The current pullback is the first 16+% correction since 2008. The story is the same on the Dow Jones Industrial:

And slightly different on the Down Jones Transportation:

This is certainly the most cherished bear market in US history, but that won’t make it less painful or less damaging. A recession does not always follow a bear market, but does quite often. How often – check Jack Schannep’s book. There are a few interesting statistics, like the average bear market decline and duration. Let’s take the S&P 500 (history from 1950) and do the math:

dd = table.Drawdowns(sp.ret, top=20)
print(dd)
# A visual inspection shows that we
# 11 previous bear markets 
mean(head(dd, 11)[,'Depth'])
# [1] -0.3288091 - 33%
median(head(dd, 11)[,'Depth'])
# [1] -0.2797 - 28%
max(head(dd, 11)[,'Depth'])
# [1] -0.1934 - 19%

A gloomy picture. The average bear market is 33%, the median bear market – 28% and the smallest – 19%. In other words, if history repeats itself, there is more pain to come. Significantly more on average.

The last piece of the puzzle (mine puzzle, Jack Schannep has a lot more), is to check the market for oversold signs. For this, Schannep has proposed a simple, yet powerful, indicator to forecast market bottoms. It was extremely precise in the 2011 pullback.

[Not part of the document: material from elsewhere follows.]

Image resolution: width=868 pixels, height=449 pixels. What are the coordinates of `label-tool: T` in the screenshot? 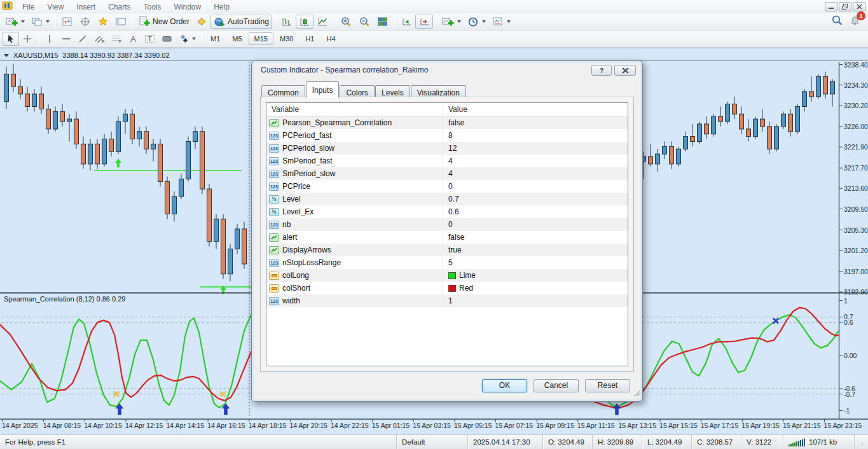 It's located at (150, 39).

Here is the code:

capitulation = function(spx=NULL, dji=NULL, nyse=NULL)
{
  require(quantmod)

  spx = if(is.null(spx)) na.fill(Ad(getSymbols("^GSPC", from="1900-01-01", auto.assign=F)), "extend")  else spx
  dji = if(is.null(dji)) na.fill(Ad(getSymbols("^DJI", from="1900-01-01", auto.assign=F)), "extend") else dji
  nyse = if(is.null(nyse)) na.fill(Ad(getSymbols("^NYA", from="1900-01-01", auto.assign=F)), "extend") else nyse
  
  spx.macd = MACD(spx, nFast=1, nSlow=50, maType=EMA)
  dji.macd = MACD(dji, nFast=1, nSlow=50, maType=EMA)
  nyse.macd = MACD(nyse, nFast=1, nSlow=50, maType=EMA)
  
  merged = merge(spx.macd[,1], dji.macd[,1], nyse.macd[,1], spx, dji, nyse, all=FALSE)
  merged = cbind(ifelse(merged[,1] <= -10 & merged[,2] <= -10 & merged[,3] <= -10, 1, 0), merged)
  colnames(merged) = c("ind", "spx.ind", "dji.ind", "nyse.ind", "spx.close", "dji.close", "nyse.close")
  
  capitulation = merged[merged[,1] == 1,2:NCOL(merged)]
  
  return(list(capitulation=capitulation, details=merged))
}
cap = capitulation()
tail(cap$capitulation)
#              spx.ind   dji.ind  nyse.ind spx.close dji.close nyse.close
# 2009-03-05 -16.48942 -16.15225 -16.95556    682.55   6594.44    4267.60
# 2009-03-06 -15.84705 -15.21571 -16.07971    683.38   6626.94    4284.49
# 2009-03-09 -16.14169 -15.70102 -16.65649    676.53   6547.05    4226.31
# 2009-03-10 -10.42353 -10.43552 -10.87757    719.60   6926.49    4499.38
# 2011-08-08 -13.47900 -11.42400 -14.88095   1119.46  10809.85    6895.97
# 2011-08-10 -12.61128 -11.47501 -11.57217   1120.76  10719.94    7101.24

The above table shows that there is no extreme selling in the current recess. All in all – more troubles ahead.

The post The Bear is Here appeared first on Quintuitive.